The New York Times reported that the SHOP exchange soft launch has run into a few small problems:
The Obama administration has discovered a number of defects in the online marketplace that will offer health insurance to millions of small-business employees, but federal officials said the problems could probably be fixed before the website goes live on Nov. 15….Testing began last week in Delaware, Illinois, Missouri, New Jersey and Ohio…
some health insurance plans approved for sale on the exchange did not show up on the website. The site worked well with some web browsers, like Chrome, but not with others, like Internet Explorer and Firefox. Premiums and other charges for some plans were erroneously displayed as percentages rather than dollar amounts — 350 percent rather than $350, for example. For some households, the principal subscriber was listed as a dependent, or vice versa.
I’m not worried. This type of crap is what user acceptance testing is supposed to find. A mostly functional deliverable with little bugs, quirks and glitches that can get quickly ironed out. This is what should have happened last year with Healthcare.gov where users were invited in early and told to break the damn system. As we saw with the rapid recovery where it was mostly functional by December 1, 2013, the problems were widespread, but basic functionality was within reach. Testing should discover problems, coders and systems analysts should slap themselves in the forehead, write a tweak, and put it back into the testing environment before the production promotion.
I would be worried if the SHOP exchange was not subject to end user testing before production promotion, but that is not the case here.
debbie
This certainly won’t help public perception.
JPL
@debbie: It doesn’t matter though. The right will always spoonfeed the media with negative comments.
Richard, Wednesday can you post on what the results of the election mean to the future of ACA?
JPL
Richard, I know you can btw but will you. haha
terraformer
Pardon my ignorance, and I think I know the answer (no!), but since I work for a large corporation (~100k employees), I have to take my employer’s horrendously crappy, high-deductible health plan, right? I can’t use Obamacare?
Tenar Darell
As suggested here and elsewhere, I will be shopping again in November/December. Do you have any suggestions about what to look for in the new plans? (I mean, as compared to last year that is). What comparisons should we be making, what terms should we be examining closely? Etc.
Richard Mayhew
@terraformer: You don’t have to take your employer’s offered plan(s). You can go on the Exchange. However, assuming those plans meet minimal coverage requirements, you will not be Exchange subsidy eligible.
Felinious Wench
I run QA for a Large Tech Company That Shall Not Be Named But Actually Tests Code and Does Not Release Buggy Software. In other words, I do not work for Microsoft and yes, companies like that exist.
You are absolutely correct, Richard. If QA or UAT find no issues, then people aren’t testing.
Loneoak
Hey Richard, if you have the time could you do a post about CA Prop 45 and/or 46? 45 seems particularly important to the ACA implementation in CA, 46 is a mess but maybe important for the prescription database. I’m pretty sure how I’m going to vote on them, but the analyses I’ve seen are all over the place.
Mnemosyne
@terraformer:
No, you do not have to take your employer’s insurance. You can buy your own insurance directly. The catch is that you can’t get a subsidy on the Exchanges, but you absolutely have the right to reject your employer’s insurance and buy your own.
Richard Mayhew
@Loneoak: I don’t know enough about the California regulatory environment and schema to have an intelligent opinion about Proposition 45. I’ll echo Kevin Drum’s mantra on propositions — unless it is fixing an obvious problem and deals with at least a couple of completely predictable side effects, probably vote no.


- _The task_
Please restate every record below word for word.

- _Records for this exercise_
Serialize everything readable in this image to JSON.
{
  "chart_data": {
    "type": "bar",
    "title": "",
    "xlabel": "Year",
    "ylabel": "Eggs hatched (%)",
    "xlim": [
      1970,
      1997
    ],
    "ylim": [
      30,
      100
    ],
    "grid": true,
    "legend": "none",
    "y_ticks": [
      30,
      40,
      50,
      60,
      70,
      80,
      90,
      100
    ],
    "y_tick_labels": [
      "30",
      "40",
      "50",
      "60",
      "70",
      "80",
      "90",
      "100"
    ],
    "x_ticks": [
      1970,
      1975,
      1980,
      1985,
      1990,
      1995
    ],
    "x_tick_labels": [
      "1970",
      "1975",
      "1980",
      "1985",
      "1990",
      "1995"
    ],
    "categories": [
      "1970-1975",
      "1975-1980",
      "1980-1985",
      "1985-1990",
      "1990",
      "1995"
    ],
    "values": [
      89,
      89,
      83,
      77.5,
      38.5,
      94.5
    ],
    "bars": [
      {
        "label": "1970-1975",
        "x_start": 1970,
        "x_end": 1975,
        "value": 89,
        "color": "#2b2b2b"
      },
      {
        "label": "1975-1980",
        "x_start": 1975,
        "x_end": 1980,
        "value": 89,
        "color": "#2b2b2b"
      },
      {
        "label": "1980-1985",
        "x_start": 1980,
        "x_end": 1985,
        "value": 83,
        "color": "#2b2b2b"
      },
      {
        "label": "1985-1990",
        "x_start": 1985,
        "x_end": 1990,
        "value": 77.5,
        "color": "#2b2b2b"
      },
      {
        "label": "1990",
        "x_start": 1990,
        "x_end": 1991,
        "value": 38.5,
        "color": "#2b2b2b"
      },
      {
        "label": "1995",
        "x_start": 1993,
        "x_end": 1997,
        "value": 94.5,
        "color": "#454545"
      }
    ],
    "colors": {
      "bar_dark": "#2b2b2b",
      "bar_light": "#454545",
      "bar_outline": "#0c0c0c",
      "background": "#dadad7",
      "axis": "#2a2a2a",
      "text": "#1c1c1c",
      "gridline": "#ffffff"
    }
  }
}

- _Result_
Serialize everything readable in this image to JSON.
{
  "chart_data": {
    "type": "bar",
    "title": "",
    "xlabel": "Year",
    "ylabel": "Eggs hatched (%)",
    "xlim": [
      1970,
      1997
    ],
    "ylim": [
      30,
      100
    ],
    "grid": true,
    "legend": "none",
    "y_ticks": [
      30,
      40,
      50,
      60,
      70,
      80,
      90,
      100
    ],
    "y_tick_labels": [
      "30",
      "40",
      "50",
      "60",
      "70",
      "80",
      "90",
      "100"
    ],
    "x_ticks": [
      1970,
      1975,
      1980,
      1985,
      1990,
      1995
    ],
    "x_tick_labels": [
      "1970",
      "1975",
      "1980",
      "1985",
      "1990",
      "1995"
    ],
    "categories": [
      "1970-1975",
      "1975-1980",
      "1980-1985",
      "1985-1990",
      "1990",
      "1995"
    ],
    "values": [
      89,
      89,
      83,
      77.5,
      38.5,
      94.5
    ],
    "bars": [
      {
        "label": "1970-1975",
        "x_start": 1970,
        "x_end": 1975,
        "value": 89,
        "color": "#2b2b2b"
      },
      {
        "label": "1975-1980",
        "x_start": 1975,
        "x_end": 1980,
        "value": 89,
        "color": "#2b2b2b"
      },
      {
        "label": "1980-1985",
        "x_start": 1980,
        "x_end": 1985,
        "value": 83,
        "color": "#2b2b2b"
      },
      {
        "label": "1985-1990",
        "x_start": 1985,
        "x_end": 1990,
        "value": 77.5,
        "color": "#2b2b2b"
      },
      {
        "label": "1990",
        "x_start": 1990,
        "x_end": 1991,
        "value": 38.5,
        "color": "#2b2b2b"
      },
      {
        "label": "1995",
        "x_start": 1993,
        "x_end": 1997,
        "value": 94.5,
        "color": "#454545"
      }
    ],
    "colors": {
      "bar_dark": "#2b2b2b",
      "bar_light": "#454545",
      "bar_outline": "#0c0c0c",
      "background": "#dadad7",
      "axis": "#2a2a2a",
      "text": "#1c1c1c",
      "gridline": "#ffffff"
    }
  }
}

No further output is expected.